He shook his head while he repeated:—

“No! I can not. Say no more, Clifford. I deserve death!”

I clapped the pistol to his head. He folded his arms, lifted his eyes, and regarded me more steadily than he had done for months before. Kingsley struck up nay arm, as I was cocking the weapon.

“He must die!” I exclaimed fiercely.

“Yes, that is certain!” replied the other. “But I am not willing that I should be brought here as the witness to a murder. If he will fight you, I will see you through. If he will not fight you, there needs no witness to your shooting him. You have no right, Clifford, to require this of me.”

“You are not a coward, William Edgerton?”

“Coward!” he exclaimed, and his form rose to its fullest height, and his eye flashed out the fires of a manhood, which of late he had not often shown.

“Coward! No! Do I not tell you shoot? I do not fear death. Nay, let me say to you, Clifford, I long for it. Life has been a long torture to me—is still a torture. It can not now be otherwise. Take it—you will see me smile in the death agony.”

“Hear me William Edgerton, and submit to my will. You know not half your wrong. You drove me from my home—my birthplace. When I was about to sacrifice you for your previous invasion of my peace in C—, I looked on your old father, I heard the story of his disappointment—his sorrows—and you were the cause. I determined to spare you—to banish myself rather, in order to avoid the necessity of taking your life. You were not satisfied with having wrought this result. You have pursued me to the woods, where my cottage once more began to blossom with the fruits of peace and love. You trample upon its peace—you renew your indignities and perfidies here. You drive me to desperation and fill my habitation with disgrace. Will you deny me then what I ask? Will you refuse me the atonement—any atonement—which I may demand?”

“No, Clifford!” he replied, after a pause in which he seemed subdued with shame and remorse. “You shall have it as you wish. I will fight you. I am all that you declare. I am guilty of the wrong you urge against me. I knew not, till now, that I had been the cause of your flight from C—. Had I known that!”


= YOUR TASK =
Return the full listing unchanged, excluding any images it contains.

━━━━━━━━━━

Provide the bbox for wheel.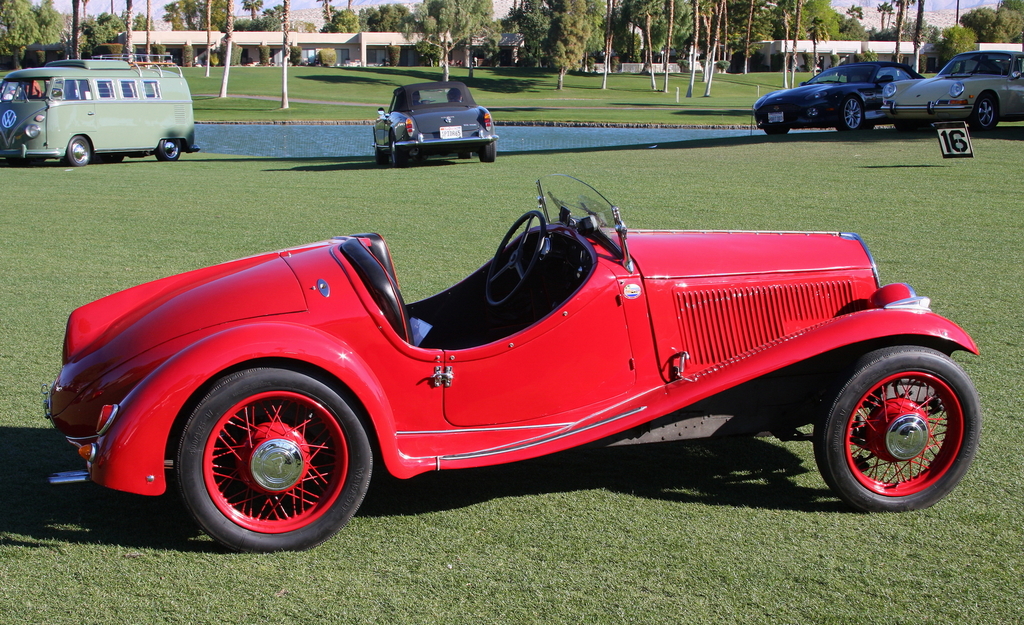
[176,359,373,549].
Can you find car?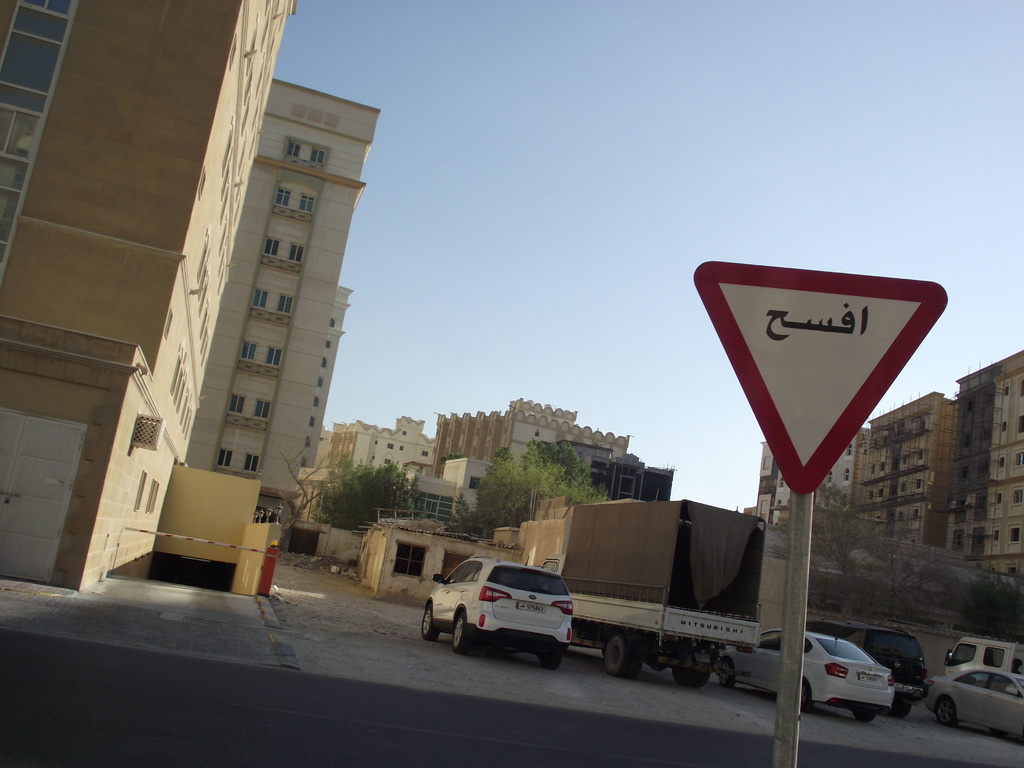
Yes, bounding box: (x1=714, y1=621, x2=897, y2=723).
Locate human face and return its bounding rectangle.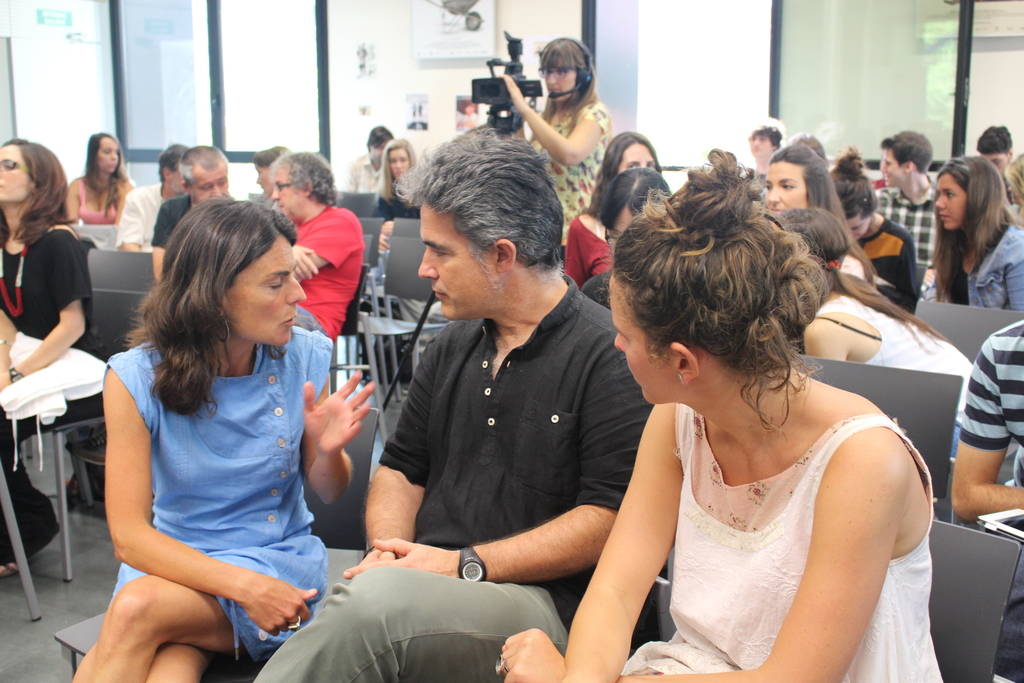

━━━━━━━━━━

= ANSWER FOR THE TASK =
Provide the bbox for wheel.
[176,359,373,549].
Can you find car?
Yes, bounding box: (x1=714, y1=621, x2=897, y2=723).
Locate human face and return its bounding rectangle.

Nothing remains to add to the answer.